Yes, I think messy is the operative word.   I can't say I've read and 
understand all you have written but know I wouldn't want to have to try explain 
it someone else #:)

I have been thinking that umask is  sort of the standard way to control file 
permissions on created files.  Do other database products try to control this ? 
I don't know that we are adding a lot of value by trying to control the 
permissions ourselves.  Might it be possible to just print a warning on network 
server startup if databases will be created readable/writable to others and 
suggest adjusting the umask to be more restrictive if desired.  Are the default 
 permissions something that we can determine at runtime?

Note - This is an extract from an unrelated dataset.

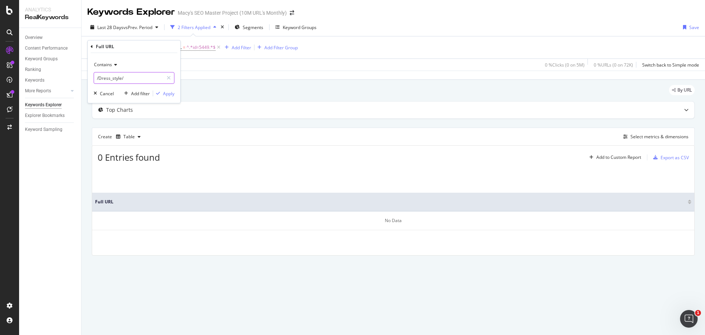 Image resolution: width=705 pixels, height=335 pixels. Describe the element at coordinates (50, 105) in the screenshot. I see `a: Keywords Explorer` at that location.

> Tighten default permissions of DB files with >= JDK6
> ----------------------------------------------------
>
>                 Key: DERBY-5363
>                 URL: https://issues.apache.org/jira/browse/DERBY-5363
>             Project: Derby
>          Issue Type: Improvement
>            Reporter: Dag H. Wanvik
>         Attachments: derby-5363-basic-1.diff, derby-5363-basic-1.stat, 
> permission-5.diff, permission-5.stat, permission-6.diff, permission-6.stat, 
> z.sql
>
>
> Before Java 6, files created by Derby would have the default
> permissions of the operating system context. Under Unix, this would
> depend on the effective umask of the process that started the Java VM.
> In Java 6 and 7, there are methods available that allows tightening up this
> (File.setReadable, setWritable), making it less likely that somebody
> would accidentally run Derby with a too lenient default.
> I suggest we take advantage of this, and let Derby by default (in Java
> 6 and higher) limit the visibility to the OS user that starts the VM,
> e.g. on Unix this would be equivalent to running with umask 0077. More
> secure by default is good, I think.
> We could have a flag, e.g. "derby.storage.useDefaultFilePermissions"
> that when set to true, would give the old behavior.